Open esabol opened 1 month ago

esabol commented 1 month ago

Hi, Alexei!

Job server failure: Can't use string ("eof") as a SCALAR ref while "strict refs" in use at .../Gearman/ResponseParser.pm line 175.

I saw this error twice recently when I was testing adding a large number of tasks to a task set, each with "on_complete" callbacks. The jobs when processed by workers also "set_status" to update a completion percentage. It happens very rarely, and I think I've only ever seen this error with jobs that "set_status".

Gearman::Util::_read_sock can return the string "eof", of course, but I don't see how $err in Gearman::ResponseParser::parse_sock() can be anything but a reference to a SCALAR? I'm not seeing the bug! Do you?

But just to prevent crashes, I've changed Gearman/ResponseParser.pm line 175 to this:

        $self->on_error("read_error: " . (ref($err) eq 'SCALAR' ? ${$err} : $err));
esabol commented 1 month ago

Hmmm... After making the above change, I've eliminated the crashes, but I think $tasks->wait hangs indefinitely now when this error is encountered. 😞

p-alik commented 1 month ago

Hi Ed, it's a while I've read Perl code. I suppose the problem occurs if Gearman::Util::_read_sock ends with return (0, "eof") unless $rv; because sysread returns a valid length of 0 and subsequently Gearman::Util::read_res_packet ends in

elsif ($ok == 0) {
            return $err->($err_code);
}

Do I see that correctly that the condition of elsif should be enhanced $err_code ne "eof" by?

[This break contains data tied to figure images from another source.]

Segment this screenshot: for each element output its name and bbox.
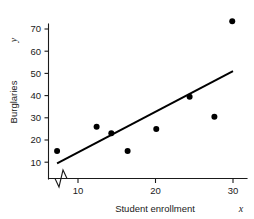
data-point [211, 114, 217, 120]
y-tick-label-10: 10 [30, 157, 41, 168]
data-point [94, 124, 100, 130]
y-axis-title-text: Burglaries [8, 80, 19, 123]
data-point [187, 94, 193, 100]
data-point [125, 148, 131, 154]
y-tick-label-40: 40 [30, 90, 41, 101]
y-tick-label-50: 50 [30, 68, 41, 79]
y-axis-title-variable: y [8, 37, 19, 43]
x-tick-label-10: 10 [73, 185, 84, 196]
x-axis-tick-labels: 10 20 30 [73, 185, 239, 196]
y-tick-label-60: 60 [30, 46, 41, 57]
x-axis-ticks [78, 179, 233, 184]
y-axis-tick-labels: 70 60 50 40 30 20 10 [30, 23, 41, 167]
x-tick-label-30: 30 [228, 185, 239, 196]
y-axis-title: Burglaries y [8, 37, 19, 123]
data-point [153, 126, 159, 132]
data-point [229, 18, 235, 24]
y-tick-label-20: 20 [30, 134, 41, 145]
x-axis-title-text: Student enrollment [115, 203, 195, 214]
x-tick-label-20: 20 [150, 185, 161, 196]
plot-canvas: 70 60 50 40 30 20 10 10 20 30 [0, 0, 254, 219]
data-points-group [54, 18, 235, 154]
trend-line [57, 71, 233, 163]
data-point [108, 130, 114, 136]
y-tick-label-30: 30 [30, 112, 41, 123]
y-axis-ticks [45, 29, 49, 162]
y-tick-label-70: 70 [30, 23, 41, 34]
data-point [54, 148, 60, 154]
scatter-plot-figure: 70 60 50 40 30 20 10 10 20 30 [0, 0, 254, 219]
x-axis-title-variable: x [238, 203, 244, 214]
x-axis-title: Student enrollment x [115, 203, 244, 214]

elsif ($ok == 0 && $err_code ne "eof") {
            return $err->($err_code);
}
esabol commented 1 month ago

Thanks for your reply, Alexei. I realize you've moved on from Perl programming, so I appreciate you taking the time.

Let's say we change

elsif ($ok == 0) {
            return $err->($err_code);
}

to

elsif ($ok == 0 && $err_code ne "eof") {
            return $err->($err_code);
}

as you suggested. What happens in the case of $ok == 0 && $err_code eq "eof"? It just keeps going?

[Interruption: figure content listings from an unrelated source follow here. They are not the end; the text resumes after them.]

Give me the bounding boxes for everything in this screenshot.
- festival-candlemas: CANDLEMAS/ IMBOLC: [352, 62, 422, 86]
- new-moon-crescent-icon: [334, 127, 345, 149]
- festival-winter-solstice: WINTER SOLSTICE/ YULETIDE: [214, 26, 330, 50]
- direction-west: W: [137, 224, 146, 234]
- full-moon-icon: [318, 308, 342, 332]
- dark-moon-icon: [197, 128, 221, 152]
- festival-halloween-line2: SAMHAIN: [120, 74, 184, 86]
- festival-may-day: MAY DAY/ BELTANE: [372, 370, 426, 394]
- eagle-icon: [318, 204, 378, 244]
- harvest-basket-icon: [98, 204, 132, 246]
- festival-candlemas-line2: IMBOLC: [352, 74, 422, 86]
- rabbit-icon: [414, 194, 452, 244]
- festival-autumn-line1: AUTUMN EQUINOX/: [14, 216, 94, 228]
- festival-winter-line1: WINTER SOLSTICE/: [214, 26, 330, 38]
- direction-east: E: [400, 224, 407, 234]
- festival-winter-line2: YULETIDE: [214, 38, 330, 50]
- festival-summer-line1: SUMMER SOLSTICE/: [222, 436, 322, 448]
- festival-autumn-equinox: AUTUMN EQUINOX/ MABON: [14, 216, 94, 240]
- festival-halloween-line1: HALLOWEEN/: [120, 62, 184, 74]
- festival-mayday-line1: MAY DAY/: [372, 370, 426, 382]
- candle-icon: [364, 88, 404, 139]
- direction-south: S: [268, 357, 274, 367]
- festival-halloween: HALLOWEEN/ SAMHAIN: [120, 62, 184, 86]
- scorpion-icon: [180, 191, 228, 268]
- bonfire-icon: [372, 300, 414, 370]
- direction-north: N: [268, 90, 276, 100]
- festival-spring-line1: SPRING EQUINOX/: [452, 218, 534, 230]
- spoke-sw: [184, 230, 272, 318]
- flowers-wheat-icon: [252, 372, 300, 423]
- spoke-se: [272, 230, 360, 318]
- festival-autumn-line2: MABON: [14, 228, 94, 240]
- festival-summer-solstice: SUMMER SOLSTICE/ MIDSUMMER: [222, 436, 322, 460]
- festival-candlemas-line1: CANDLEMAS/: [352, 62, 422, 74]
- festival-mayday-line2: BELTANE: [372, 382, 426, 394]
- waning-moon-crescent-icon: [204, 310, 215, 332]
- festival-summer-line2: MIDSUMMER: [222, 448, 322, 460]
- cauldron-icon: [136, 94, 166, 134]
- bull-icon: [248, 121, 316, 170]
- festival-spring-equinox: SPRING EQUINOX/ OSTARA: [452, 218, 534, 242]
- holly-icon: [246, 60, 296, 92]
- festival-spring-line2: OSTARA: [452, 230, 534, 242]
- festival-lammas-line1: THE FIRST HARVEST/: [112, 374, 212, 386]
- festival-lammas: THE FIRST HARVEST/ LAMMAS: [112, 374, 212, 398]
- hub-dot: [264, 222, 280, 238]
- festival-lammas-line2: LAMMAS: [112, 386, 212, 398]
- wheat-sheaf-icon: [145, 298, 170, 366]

Without testing, my thinking is we need to get out of the loop? Maybe with a "next" or "last"?

elsif ($ok == 0) {
            next if $err_code eq 'eof'; # or last?
            return $err->($err_code);
}

What do you think?

esabol commented 1 month ago

Getting back to Gearman/ResponseParser.pm line 175, I've done various tests, and I'm convinced it should just be:

        $self->on_error("read_error: $err");

$err will never be a reference to anything there.

Whether or not 'eof' should be considered an error condition and how 'eof' should be handled are separate issues.

I've tested all of the following prospective changes in Gearman/Util.pm:

elsif ($ok == 0 && $err_code ne "eof") {
            return $err->($err_code);
}

This definitely doesn't work. Every task hangs.

Next, I tried this:

elsif ($ok == 0) {
            next if $err_code eq "eof";
            return $err->($err_code);
}

This resulted in an infinite loop when "eof" is encountered.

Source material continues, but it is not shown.